Most SSL/TLS certificates (rds-ca-2019) for your DB instances will expire in 2024 after the certificate update in 2020. In December 2022, we released new CA certificates that are valid for 40 years (rds-ca-rsa2048-g1) and 100 years (rds-ca-rsa4096-g1 and rds-ca-ecc384-g1). So, if you rotate your CA certificates, you don’t need to do It again for a long time.
[Tue Jul 18 12:58:29 2023] igb 0000:04:00.0 enp4s0: igb: enp4s0 NIC Link is Down
[Tue Jul 18 12:58:48 2023] igb 0000:04:00.0 enp4s0: igb: enp4s0 NIC Link is Up 1000 Mbps Full Duplex, Flow Control: RX/TX
Issuer: (CA ID: 276)
commonName = DST Root CA X3
organizationName = Digital Signature Trust Co.
Validity
Not Before: Jan 20 19:14:03 2021 GMT
Not After : Sep 30 18:14:03 2024 GMT
Subject: (CA ID: 7394)
commonName = ISRG Root X1
organizationName = Internet Security Research Group
countryName = US
On Thursday, Feb 8th, 2024, we will stop providing the cross-sign by default in requests made to our /acme/certificate API endpoint. For most Subscribers, this means that your ACME client will configure a chain which terminates at ISRG Root X1, and your webserver will begin providing this shorter chain in all TLS handshakes. The longer chain, terminating at the soon-to-expire cross-sign, will still be available as an alternate chain which you can configure your client to request.
On Thursday, June 6th, 2024, we will stop providing the longer cross-signed chain entirely. This is just over 90 days (the lifetime of one certificate) before the cross-sign expires, and we need to make sure subscribers have had at least one full issuance cycle to migrate off of the cross-signed chain.
最後就是過期的日子 2024/09/30:
On Monday, September 30th, 2024, the cross-signed certificate will expire. This should be a non-event for most people, as any client breakages should have occurred over the preceding six months.
WinGPT connects to the OpenAI API server natively with TLS 1.3, so it doesn't require a proxy on a modern machine to terminate TLS. To see how I did this and some of the challenges, take a look at Modern TLS on 16-bit Windows. (As you'll see on that page, this is not a secure implementation).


■ Work to be completed ■
Go to the line that includes "Task: Click on the button: English" and retype it, then every line after it to the end of the data, adding nothing.

Records provided section start

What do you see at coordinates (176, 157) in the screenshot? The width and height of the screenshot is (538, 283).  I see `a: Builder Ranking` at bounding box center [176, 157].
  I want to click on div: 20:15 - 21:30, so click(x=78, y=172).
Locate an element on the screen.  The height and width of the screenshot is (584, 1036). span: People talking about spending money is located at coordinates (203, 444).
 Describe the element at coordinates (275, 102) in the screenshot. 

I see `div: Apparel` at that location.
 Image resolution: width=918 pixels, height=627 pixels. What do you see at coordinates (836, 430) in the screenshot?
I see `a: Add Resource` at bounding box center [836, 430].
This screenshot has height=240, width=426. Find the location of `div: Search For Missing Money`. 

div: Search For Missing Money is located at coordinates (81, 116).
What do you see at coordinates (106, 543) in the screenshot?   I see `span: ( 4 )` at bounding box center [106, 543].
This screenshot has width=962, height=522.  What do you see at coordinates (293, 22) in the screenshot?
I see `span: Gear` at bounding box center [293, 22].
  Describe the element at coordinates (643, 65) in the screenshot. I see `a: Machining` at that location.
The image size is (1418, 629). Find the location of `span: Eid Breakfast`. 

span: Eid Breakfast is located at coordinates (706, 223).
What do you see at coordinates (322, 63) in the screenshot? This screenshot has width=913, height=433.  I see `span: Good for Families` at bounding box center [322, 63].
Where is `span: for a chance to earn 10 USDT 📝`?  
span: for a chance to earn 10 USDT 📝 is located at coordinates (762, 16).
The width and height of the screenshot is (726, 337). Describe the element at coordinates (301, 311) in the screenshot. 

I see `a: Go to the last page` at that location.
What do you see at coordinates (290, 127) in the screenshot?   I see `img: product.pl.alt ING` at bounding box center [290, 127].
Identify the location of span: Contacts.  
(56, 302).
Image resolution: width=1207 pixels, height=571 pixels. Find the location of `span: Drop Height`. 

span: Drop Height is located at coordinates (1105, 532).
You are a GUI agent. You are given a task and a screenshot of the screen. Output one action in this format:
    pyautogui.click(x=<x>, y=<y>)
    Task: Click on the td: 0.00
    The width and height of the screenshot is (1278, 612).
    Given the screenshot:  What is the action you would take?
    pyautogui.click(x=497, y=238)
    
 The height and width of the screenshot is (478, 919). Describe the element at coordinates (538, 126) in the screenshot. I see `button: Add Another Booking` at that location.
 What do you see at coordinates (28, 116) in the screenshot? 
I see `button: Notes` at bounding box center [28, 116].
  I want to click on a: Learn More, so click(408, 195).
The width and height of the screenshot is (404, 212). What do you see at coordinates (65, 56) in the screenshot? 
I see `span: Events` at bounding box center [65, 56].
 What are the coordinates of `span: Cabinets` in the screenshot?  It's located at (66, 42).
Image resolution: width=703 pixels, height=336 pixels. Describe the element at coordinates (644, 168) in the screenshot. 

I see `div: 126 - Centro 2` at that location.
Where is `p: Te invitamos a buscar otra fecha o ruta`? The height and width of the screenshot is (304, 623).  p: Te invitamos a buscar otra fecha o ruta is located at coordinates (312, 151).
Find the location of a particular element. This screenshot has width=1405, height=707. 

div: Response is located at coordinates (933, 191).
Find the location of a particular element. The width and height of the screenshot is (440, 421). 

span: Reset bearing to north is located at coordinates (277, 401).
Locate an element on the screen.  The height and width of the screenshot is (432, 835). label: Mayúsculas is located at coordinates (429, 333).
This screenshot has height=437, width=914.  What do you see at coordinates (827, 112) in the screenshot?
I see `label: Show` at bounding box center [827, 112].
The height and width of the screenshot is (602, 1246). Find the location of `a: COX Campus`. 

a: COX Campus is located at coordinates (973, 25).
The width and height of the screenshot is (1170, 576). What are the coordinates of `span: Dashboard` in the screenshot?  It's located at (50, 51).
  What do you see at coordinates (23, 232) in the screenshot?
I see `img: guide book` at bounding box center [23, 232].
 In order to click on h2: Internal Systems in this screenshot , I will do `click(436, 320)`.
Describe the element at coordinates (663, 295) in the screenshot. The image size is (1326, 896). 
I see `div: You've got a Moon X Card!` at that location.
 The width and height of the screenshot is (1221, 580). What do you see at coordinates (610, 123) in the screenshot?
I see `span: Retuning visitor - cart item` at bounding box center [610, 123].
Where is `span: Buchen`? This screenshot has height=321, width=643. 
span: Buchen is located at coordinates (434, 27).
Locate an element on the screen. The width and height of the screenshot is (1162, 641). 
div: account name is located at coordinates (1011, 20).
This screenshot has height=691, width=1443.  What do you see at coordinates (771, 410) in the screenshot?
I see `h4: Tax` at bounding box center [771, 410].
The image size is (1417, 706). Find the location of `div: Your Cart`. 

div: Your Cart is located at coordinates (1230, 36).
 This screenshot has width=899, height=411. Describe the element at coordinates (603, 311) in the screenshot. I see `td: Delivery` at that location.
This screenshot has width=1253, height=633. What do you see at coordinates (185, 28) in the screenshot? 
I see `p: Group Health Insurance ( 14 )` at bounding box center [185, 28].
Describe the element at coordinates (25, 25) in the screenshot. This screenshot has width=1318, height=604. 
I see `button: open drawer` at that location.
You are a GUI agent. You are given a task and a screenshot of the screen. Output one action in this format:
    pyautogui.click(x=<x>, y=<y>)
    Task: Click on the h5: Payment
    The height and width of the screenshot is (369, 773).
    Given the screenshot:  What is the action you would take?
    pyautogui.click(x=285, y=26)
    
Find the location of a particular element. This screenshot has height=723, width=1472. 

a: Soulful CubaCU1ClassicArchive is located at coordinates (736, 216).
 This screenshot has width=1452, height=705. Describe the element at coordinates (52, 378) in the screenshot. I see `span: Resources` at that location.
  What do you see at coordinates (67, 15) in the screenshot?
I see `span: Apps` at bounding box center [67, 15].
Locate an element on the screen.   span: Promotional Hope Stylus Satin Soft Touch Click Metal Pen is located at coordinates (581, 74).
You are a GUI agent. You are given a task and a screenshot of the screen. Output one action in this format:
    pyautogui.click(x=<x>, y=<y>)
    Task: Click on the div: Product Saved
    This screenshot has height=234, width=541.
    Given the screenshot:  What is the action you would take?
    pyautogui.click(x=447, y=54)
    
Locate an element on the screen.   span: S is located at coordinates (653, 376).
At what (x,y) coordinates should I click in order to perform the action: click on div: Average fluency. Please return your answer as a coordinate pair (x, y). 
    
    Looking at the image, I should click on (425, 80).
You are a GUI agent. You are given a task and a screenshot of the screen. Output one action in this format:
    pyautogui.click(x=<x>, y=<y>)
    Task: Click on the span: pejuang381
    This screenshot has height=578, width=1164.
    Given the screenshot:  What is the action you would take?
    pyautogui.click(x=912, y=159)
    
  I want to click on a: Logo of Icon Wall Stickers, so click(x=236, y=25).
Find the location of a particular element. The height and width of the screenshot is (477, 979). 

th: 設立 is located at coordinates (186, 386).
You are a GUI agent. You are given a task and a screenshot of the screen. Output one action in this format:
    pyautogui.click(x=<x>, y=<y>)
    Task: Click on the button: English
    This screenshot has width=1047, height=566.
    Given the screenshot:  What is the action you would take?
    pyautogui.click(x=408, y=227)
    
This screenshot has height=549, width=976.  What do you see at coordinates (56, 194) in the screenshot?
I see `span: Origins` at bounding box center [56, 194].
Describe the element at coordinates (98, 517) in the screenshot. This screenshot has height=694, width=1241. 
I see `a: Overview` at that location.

Records provided section end

■ Result below ■
    Task: Click on the button: English
    This screenshot has width=1047, height=566.
    Given the screenshot:  What is the action you would take?
    pyautogui.click(x=408, y=227)
    
This screenshot has height=549, width=976.  What do you see at coordinates (56, 194) in the screenshot?
I see `span: Origins` at bounding box center [56, 194].
Describe the element at coordinates (98, 517) in the screenshot. This screenshot has height=694, width=1241. 
I see `a: Overview` at that location.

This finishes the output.